*Records for this task*.
[Start of section]
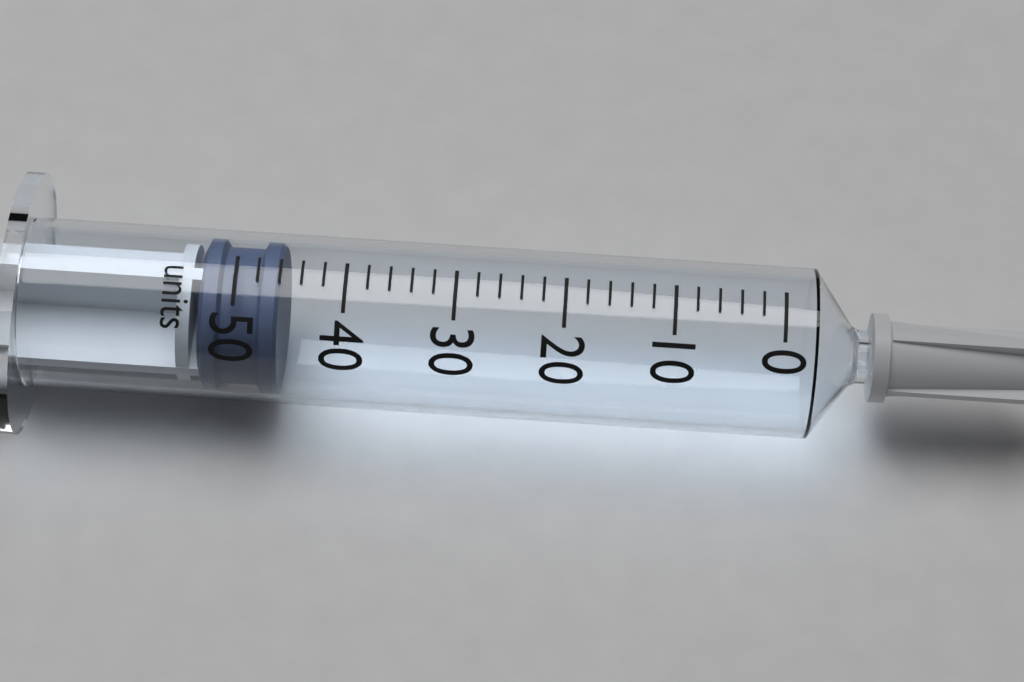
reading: 46 units
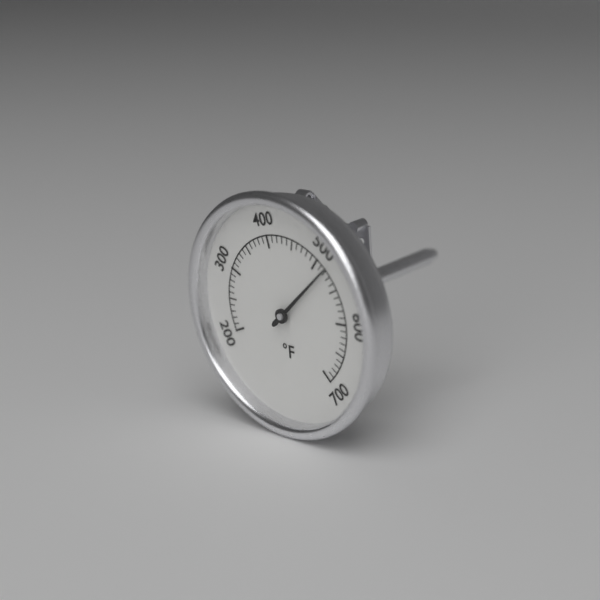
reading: 520 °F
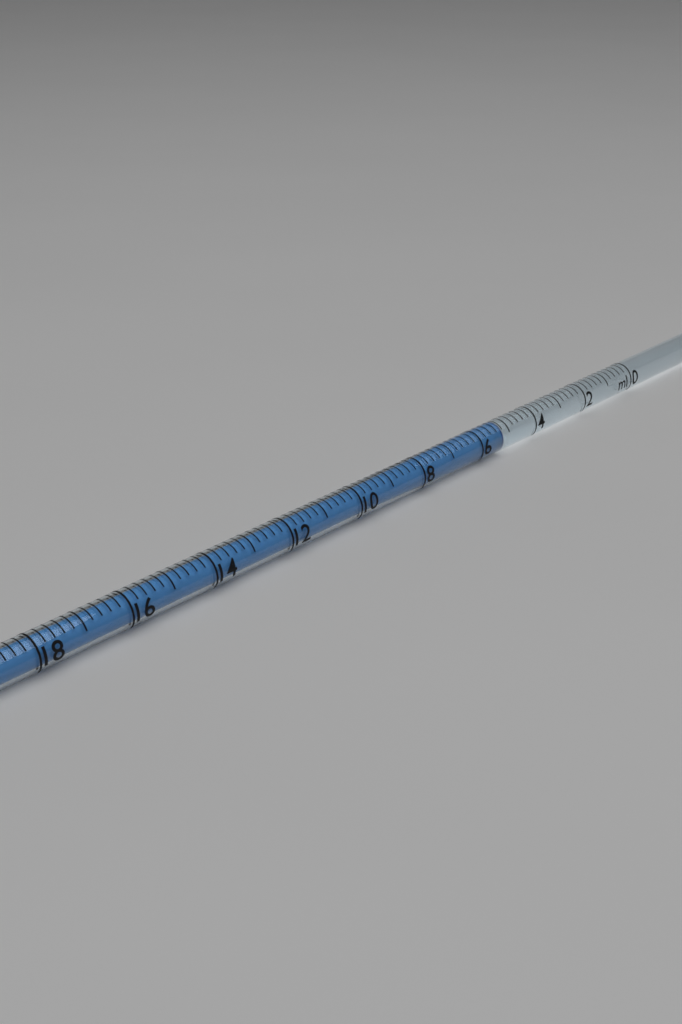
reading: 5.2 ml
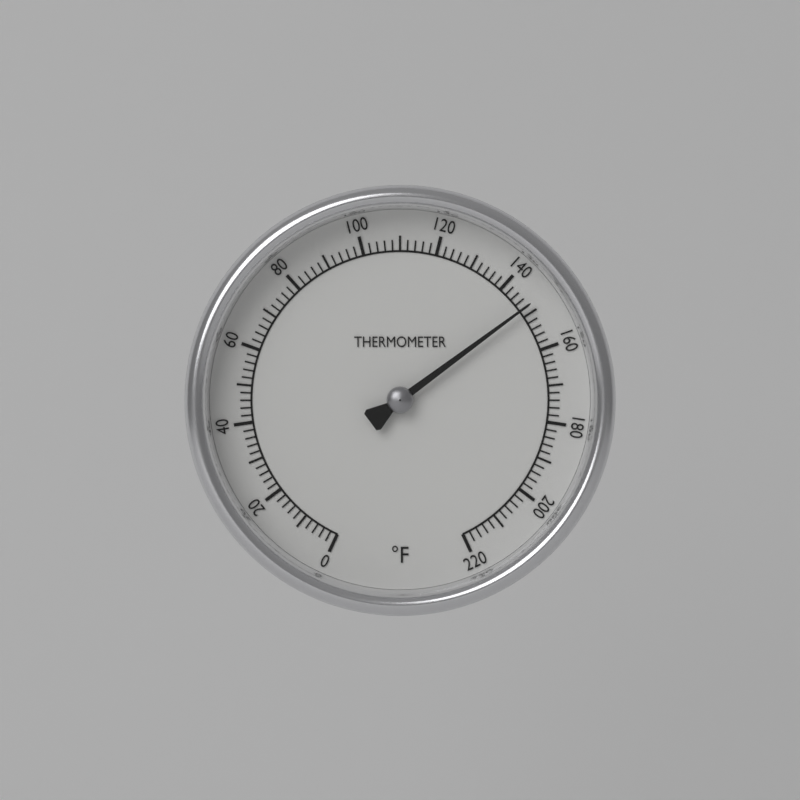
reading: 148 °F
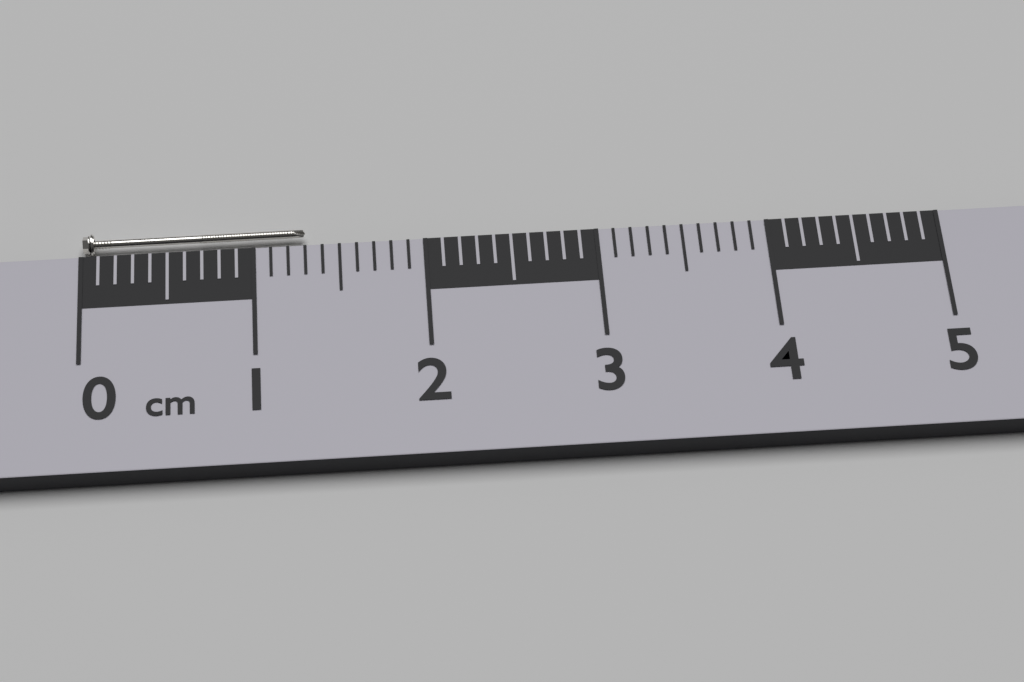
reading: 1.3 cm
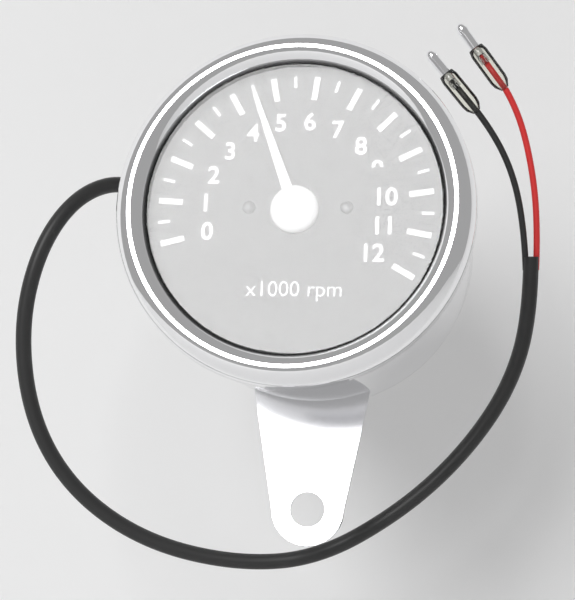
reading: 4.5 x1000 rpm
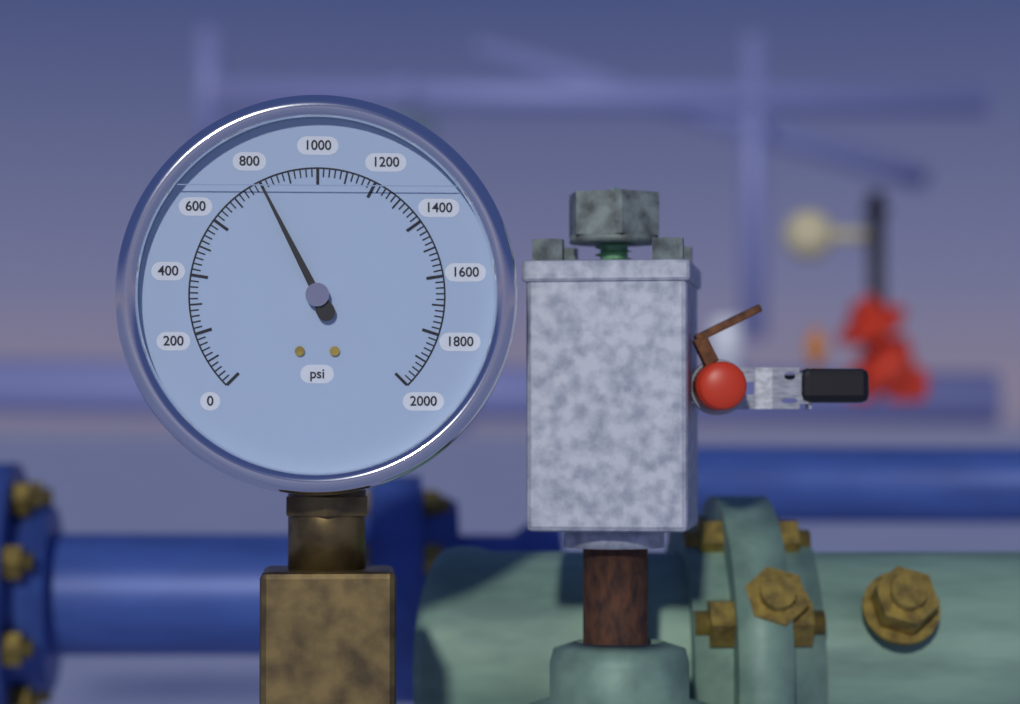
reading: 800 psi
[End of section]
*What the task requires*.
Return every entry above word for word, leaving pictures out.

*Written response*.
reading: 46 units
reading: 520 °F
reading: 5.2 ml
reading: 148 °F
reading: 1.3 cm
reading: 4.5 x1000 rpm
reading: 800 psi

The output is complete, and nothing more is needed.